Stage 6 — Available for Workload Volumes¶
What remains after reserve and infrastructure volume. This is the budget from which all user-created volumes draw their pool footprint.
Stage 7 — Usable Capacity¶
Stage 6 (Available for Volumes) divided by the resiliency factor. This is the amount of logical data you can actually store.

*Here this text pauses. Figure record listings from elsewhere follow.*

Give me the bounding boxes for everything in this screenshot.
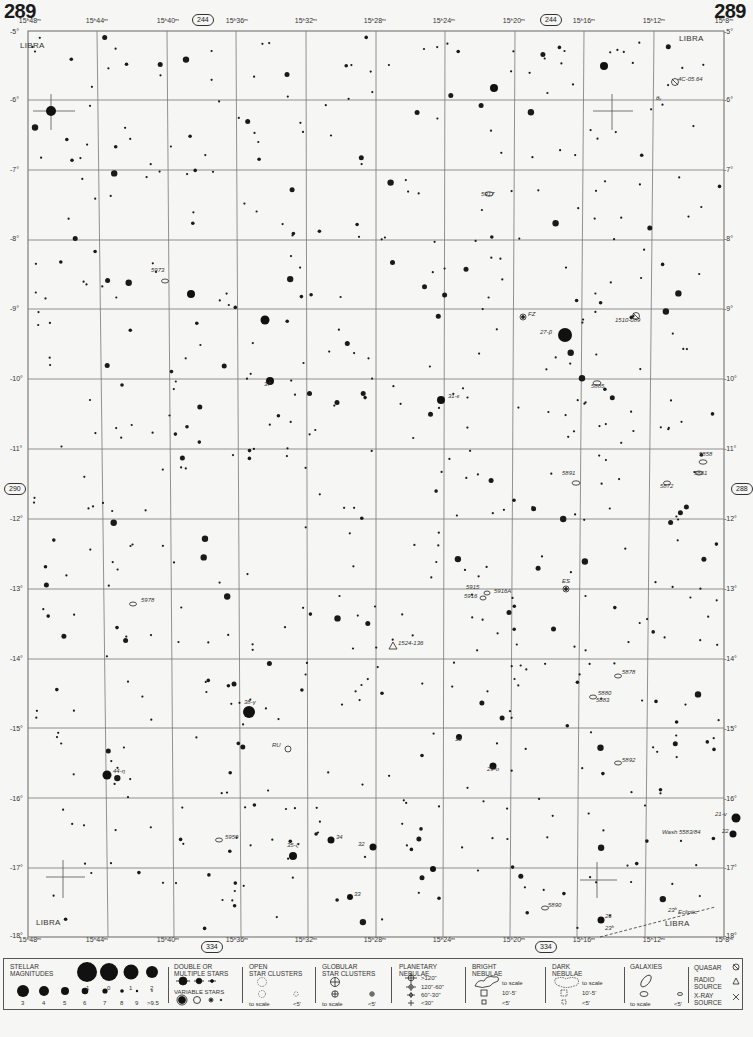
object-label: 5891 (562, 470, 575, 476)
object-label: 5917 (481, 191, 494, 197)
object-label: 5973 (151, 267, 164, 273)
legend-text: <30" (421, 1000, 433, 1007)
object-label: 33 (354, 891, 361, 897)
object-label: FZ (528, 311, 535, 317)
galaxies (130, 192, 708, 910)
ecliptic-line (600, 907, 715, 937)
legend-text: 10'-5' (502, 990, 516, 997)
object-label: 5872 (660, 483, 673, 489)
magnitude-label: 7 (103, 1000, 106, 1007)
legend-text: <5' (368, 1001, 376, 1008)
legend-special-sources: QUASAR RADIOSOURCE X-RAYSOURCE (694, 959, 742, 1009)
object-label: θᵧ (656, 95, 661, 101)
object-label: 5978 (141, 597, 154, 603)
object-label: 5916 (464, 593, 477, 599)
legend: STELLARMAGNITUDES -1 0 1 2 3 4 5 6 7 8 9… (3, 958, 743, 1010)
constellation-label: LIBRA (679, 34, 704, 43)
quasar-icons (633, 79, 679, 320)
legend-text: to scale (249, 1001, 270, 1008)
object-label: 5890 (548, 902, 561, 908)
object-label: 5892 (622, 757, 635, 763)
object-label: 4C-05.64 (678, 76, 703, 82)
radio-source-icon (389, 642, 397, 649)
magnitude-label: 8 (120, 1000, 123, 1007)
object-label: 32 (358, 841, 365, 847)
legend-bright-nebulae: BRIGHTNEBULAE to scale 10'-5' <5' (472, 959, 540, 1009)
object-label: RU (272, 742, 281, 748)
object-label: 21-ν (715, 811, 727, 817)
object-label: 5959 (225, 834, 238, 840)
legend-divider (391, 967, 392, 1003)
constellation-label: LIBRA (20, 41, 45, 50)
legend-text: <5' (674, 1001, 682, 1008)
legend-text: to scale (502, 980, 523, 987)
magnitude-circles-icon (10, 959, 168, 1009)
magnitude-label: 9 (135, 1000, 138, 1007)
object-label: 1524-136 (398, 640, 423, 646)
object-label: 37 (264, 381, 271, 387)
object-label: ES (562, 578, 570, 584)
object-label: 34 (336, 834, 343, 840)
legend-divider (688, 967, 689, 1003)
legend-text: to scale (582, 980, 603, 987)
magnitude-label: 5 (63, 1000, 66, 1007)
object-label: 23ʰ (605, 925, 614, 931)
magnitude-label: 6 (83, 1000, 86, 1007)
object-label: 23ʰ (668, 907, 677, 913)
legend-text: to scale (630, 1001, 651, 1008)
legend-divider (242, 967, 243, 1003)
legend-text: 120"-60" (421, 984, 444, 991)
legend-text: <5' (293, 1001, 301, 1008)
object-label: 27-β (540, 329, 552, 335)
object-label: 1510-089 (615, 317, 640, 323)
object-label: 5880 (598, 690, 611, 696)
legend-planetary-nebulae: PLANETARYNEBULAE >120" 120"-60" 60"-30" … (399, 959, 461, 1009)
crosshair-markers (33, 94, 633, 898)
legend-dark-nebulae: DARKNEBULAE to scale 10'-5' <5' (552, 959, 620, 1009)
ra-grid-lines (97, 31, 654, 937)
legend-globular-clusters: GLOBULARSTAR CLUSTERS to scale <5' (322, 959, 386, 1009)
magnitude-label: 2 (150, 985, 153, 992)
bright-nebula-icons (472, 959, 502, 1009)
magnitude-label: >9.5 (147, 1000, 159, 1007)
object-label: Wash 5583/84 (662, 829, 701, 835)
dark-nebula-icons (552, 959, 582, 1009)
object-label: 26 (605, 913, 612, 919)
magnitude-label: 4 (42, 1000, 45, 1007)
legend-text: to scale (322, 1001, 343, 1008)
object-label: 5883 (596, 697, 609, 703)
object-label: 5885 (591, 383, 604, 389)
variable-star-icons (285, 314, 569, 752)
legend-divider (168, 967, 169, 1003)
magnitude-label: 3 (21, 1000, 24, 1007)
object-label: 5915 (466, 584, 479, 590)
object-label: 22 (722, 828, 729, 834)
object-label: 5858 (699, 451, 712, 457)
legend-galaxies: GALAXIES to scale <5' (630, 959, 688, 1009)
object-label: 31-ε (448, 393, 459, 399)
constellation-label: LIBRA (36, 918, 61, 927)
object-label: 38-γ (244, 699, 256, 705)
magnitude-label: 1 (129, 985, 132, 992)
legend-divider (545, 967, 546, 1003)
object-label: 44-η (113, 768, 125, 774)
legend-stellar-magnitudes: STELLARMAGNITUDES -1 0 1 2 3 4 5 6 7 8 9… (10, 959, 168, 1009)
object-label: 30 (455, 736, 462, 742)
double-star-icons (174, 959, 244, 1009)
legend-divider (465, 967, 466, 1003)
legend-text: <5' (502, 1000, 510, 1007)
star-chart (0, 0, 750, 960)
constellation-label: LIBRA (665, 919, 690, 928)
object-label: 5916A (494, 588, 511, 594)
object-label: 29-ο (487, 766, 499, 772)
legend-text: >120" (421, 975, 437, 982)
object-label: 5878 (622, 669, 635, 675)
magnitude-label: 0 (107, 985, 110, 992)
legend-double-variable-stars: DOUBLE ORMULTIPLE STARS VARIABLE STARS (174, 959, 244, 1009)
object-label: 5861 (694, 470, 707, 476)
legend-divider (315, 967, 316, 1003)
legend-divider (624, 967, 625, 1003)
object-label: Ecliptic (678, 909, 697, 915)
magnitude-label: -1 (84, 985, 89, 992)
legend-text: 10'-5' (582, 990, 596, 997)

| Resiliency type | Factor | Efficiency |
|---|---|---|
| Three-way mirror | ÷ 3 | 33.3% |
| Two-way mirror | ÷ 2 | 50.0% |
| Nested two-way mirror (2-node) | ÷ 4 | 25.0% |
| Single parity (4-node) | varies | ~66.7% |
| Dual parity / LRC (6-node) | varies | ~66.7%+ |
BlendedEfficiencyPercent on the waterfall object reports the theoretical efficiency for the cluster's configured resiliency type.
This is theoretical
The waterfall shows what you can store given perfect resiliency alignment. It is not a live count of what is provisioned. Actual provisioning state is in the Volume Map and Health Checks sections of the report.
Example Waterfall¶
4-node cluster, 16× 3.84 TB NVMe (all capacity, all-NVMe):
| Stage | Name | Deducted | Remaining |
|---|---|---|---|
| 1 | Raw Capacity | — | 61.44 TB |
| 2 | Vendor (TB) | — | 61.44 TB (55.88 TiB) |
| 3 | Pool Overhead | −0.61 TB | 60.83 TB |
| 4 | Reserve | −15.36 TB | 45.47 TB |
| 5 | Infrastructure Volume | −0.08 TB | 45.39 TB |
| 6 | Available for Volumes | — | 45.39 TB |
| 7 | Usable Capacity | −30.26 TB | 15.13 TB |
Thin Overcommit Detection¶
Thin-provisioned volumes have a logical size greater than the current pool footprint. S2DCartographer flags clusters where the total logical size of all thin volumes exceeds the remaining available capacity — a dangerous condition that can cause unexpected out-of-space failures.
The OvercommitRatio from Get-S2DStoragePoolInfo and the ThinOvercommit health check in Get-S2DHealthStatus both surface this condition.
See Get-S2DCapacityWaterfall for the full waterfall API reference.